A Problem Without Solution

I have been unable to get the story out of my mind since I read it earlier this month.

A 66-year-old former welder in Ohio took a taxi to the hospital where his wife lay in an intensive care bed, unable to speak following a stroke the week before. Hospital staff heard a pop and rushed to the woman’s bedside to fi nd that John Wise had just shot his wife of 45 years in the head.

“Please tell me she is dead,” he said to a doctor. The next day, she was.

Blessedly, this is not a common story.

Sadly, it is not a rare one either. Mr. and Mrs. Wise fit a documented pattern of an older man using a firearm to end the life of an older woman close to him, usually a relative, whose health he perceives as failing. There are many other human configurations as well.

Such actions are sometimes referred to as “mercy killings.” They arise from profoundly painful situations and spark controversy wherever they occur. Widespread public debate has been underway in Great Britain for several years, and the Wise case may trigger similar debate in our country.

Wise has been charged with aggravated murder, although the charges in and outcomes of such cases vary widely. Many are not prosecuted at all, sometimes because the person who causes the death is depressed or otherwise ill. Wise hi08-22-12-medical.gifmself is a cancer survivor, a diabetic, and suffers from nerve damage. Sometimes the person doing the killing is overcome physically and mentally by the unrelenting stress of caregiving. When such cases are prosecuted, juries are often sympathetic. Millions of families have coped with and understand the toll illness and incapacitation take not only on the sufferers but on those who love them as well.

Earlier this year, a New York man received a six-month jail sentence after killing his 98-year-old mother and attempting suicide himself. Authorities said the man had been diagnosed with cancer and was afraid there would be no one to care for his disabled mother. A Washington state man is awaiting his fate after shooting his terminally ill wife to death. He said she begged him to do so.

Donna Cohen, who directs the Violence and Injury Prevention Program at the University of South Florida, studies such cases and is at work on a book, Caregivers Who Kill. Cohen fears an increase in so-called mercy killings as millions of Baby Boomers age with longer life expectancies and spotty mental health services and respite opportunities throughout the nation. Watching a loved one suffer with nowhere to turn can be the trigger that sends an otherwise loving caregiver over the edge, she says. Difficult situations are complicated as well by a medical system that has the technology to keep people alive regardless of the quality of the life they are enduring.

Excruciating as some mercy killing situations are, American law has no provisions for the legal killing of another human being, no matter how much that person may be suffering.

Nor should it.

Physician-assisted suicide is legal under strictly limited circumstances in three states — Montana, Oregon and Washington. Any other killing is a crime everywhere, and with good reasons. Every religious faith I know of is clear that no person has the right to take another person’s life. In addition, people outside faith communities agree — because of the potential for abuse. Who has the right to make the ultimate decision for another? Who has the right to implement such a decision? How should such a decision be executed — literally?

The reality of mercy killing is as old as mankind. It has been practiced by health-care workers and on battlefi elds since before recorded history. I even read a British commentator who alleges that a gravely ill King George the V, Queen Elizabeth’s grandfather, was administered a lethal shot by his physician just before the doctor announced that the “King’s life is moving peaceably towards its close.”

We are now a very public culture, though, and there are few secrets and even less discretion. Pair current culture with longer life spans, fragmented families and communities, medical technology, and uneven medical access and we are here. John Wise and others have faced situations no one wants and cracked. Others will as well.

The answer is not changing long-held legal and moral concepts.

The best approach — for there is no real answer to this most agonizing human dilemma — is more thorough palliative care, more accessible respite opportunities and doing for others as we would want them to do for us.

In the end, we are all human beings and we all want to be treated that way.

Photo: American law has no provisions for the legal killing of another human being, no matter how much that person may be suffering.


— Problem details —
From the listing below, pull out every line where the string "surveys" appears.

********************

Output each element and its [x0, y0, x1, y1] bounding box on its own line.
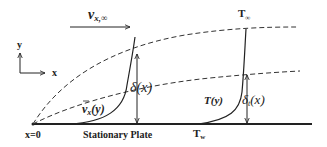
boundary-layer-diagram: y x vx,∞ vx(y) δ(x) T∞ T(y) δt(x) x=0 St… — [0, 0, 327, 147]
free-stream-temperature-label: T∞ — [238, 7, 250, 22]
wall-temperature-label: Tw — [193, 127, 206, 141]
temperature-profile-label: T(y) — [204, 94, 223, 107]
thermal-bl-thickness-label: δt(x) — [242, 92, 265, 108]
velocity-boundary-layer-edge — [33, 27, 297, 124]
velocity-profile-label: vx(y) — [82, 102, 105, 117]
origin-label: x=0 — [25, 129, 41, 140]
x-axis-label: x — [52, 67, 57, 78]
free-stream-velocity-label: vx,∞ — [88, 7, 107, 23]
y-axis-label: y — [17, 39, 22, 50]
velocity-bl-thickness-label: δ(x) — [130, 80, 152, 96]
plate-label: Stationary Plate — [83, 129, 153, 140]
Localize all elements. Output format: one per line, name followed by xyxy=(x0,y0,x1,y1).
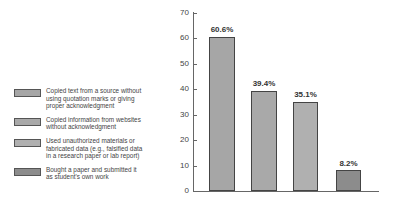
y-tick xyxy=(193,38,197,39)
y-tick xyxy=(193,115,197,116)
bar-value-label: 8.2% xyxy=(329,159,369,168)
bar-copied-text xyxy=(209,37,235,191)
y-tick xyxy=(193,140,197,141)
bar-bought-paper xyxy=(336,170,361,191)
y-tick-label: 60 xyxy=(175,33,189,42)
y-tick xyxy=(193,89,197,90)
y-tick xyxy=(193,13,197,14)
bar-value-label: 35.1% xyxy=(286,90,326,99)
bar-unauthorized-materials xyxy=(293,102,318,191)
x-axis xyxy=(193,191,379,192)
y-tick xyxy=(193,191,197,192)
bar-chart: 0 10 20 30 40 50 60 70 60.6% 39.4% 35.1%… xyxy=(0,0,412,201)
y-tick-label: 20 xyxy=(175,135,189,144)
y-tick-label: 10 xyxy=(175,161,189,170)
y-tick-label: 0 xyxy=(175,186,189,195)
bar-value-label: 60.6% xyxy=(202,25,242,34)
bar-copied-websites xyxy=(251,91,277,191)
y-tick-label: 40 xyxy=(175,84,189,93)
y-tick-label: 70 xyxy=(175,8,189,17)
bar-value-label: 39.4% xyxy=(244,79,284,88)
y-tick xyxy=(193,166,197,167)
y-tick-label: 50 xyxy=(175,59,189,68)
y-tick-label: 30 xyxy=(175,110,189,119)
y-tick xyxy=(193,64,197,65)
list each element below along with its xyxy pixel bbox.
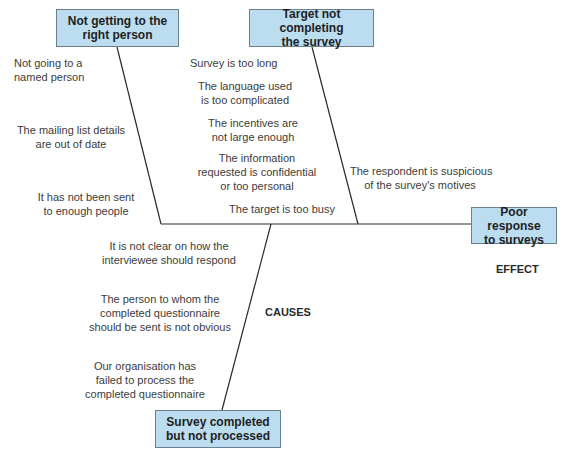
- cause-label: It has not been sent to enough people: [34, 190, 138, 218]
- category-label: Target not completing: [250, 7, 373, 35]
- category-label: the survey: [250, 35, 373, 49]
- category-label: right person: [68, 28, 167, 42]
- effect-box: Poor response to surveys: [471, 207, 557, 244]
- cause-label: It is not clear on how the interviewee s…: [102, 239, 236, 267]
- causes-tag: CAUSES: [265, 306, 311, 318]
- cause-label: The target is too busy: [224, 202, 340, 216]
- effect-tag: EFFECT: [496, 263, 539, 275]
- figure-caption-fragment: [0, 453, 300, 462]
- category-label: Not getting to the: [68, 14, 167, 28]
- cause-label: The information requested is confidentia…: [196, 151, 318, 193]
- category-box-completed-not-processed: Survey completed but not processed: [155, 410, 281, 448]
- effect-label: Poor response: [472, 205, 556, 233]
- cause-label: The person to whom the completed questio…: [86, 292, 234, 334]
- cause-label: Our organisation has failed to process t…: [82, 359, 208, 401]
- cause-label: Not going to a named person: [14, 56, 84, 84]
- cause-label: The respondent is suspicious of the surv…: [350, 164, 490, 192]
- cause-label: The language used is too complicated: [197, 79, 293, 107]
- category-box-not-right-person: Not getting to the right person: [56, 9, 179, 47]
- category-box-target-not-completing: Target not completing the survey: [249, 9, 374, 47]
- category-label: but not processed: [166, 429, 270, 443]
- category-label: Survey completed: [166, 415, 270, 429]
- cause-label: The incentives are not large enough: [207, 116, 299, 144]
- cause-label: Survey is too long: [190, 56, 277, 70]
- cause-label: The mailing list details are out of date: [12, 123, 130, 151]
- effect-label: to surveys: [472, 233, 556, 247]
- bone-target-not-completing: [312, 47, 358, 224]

********************

— Reply —
- effect-box: Poor response to surveys: [471, 207, 557, 244]
- effect-label: to surveys: [472, 233, 556, 247]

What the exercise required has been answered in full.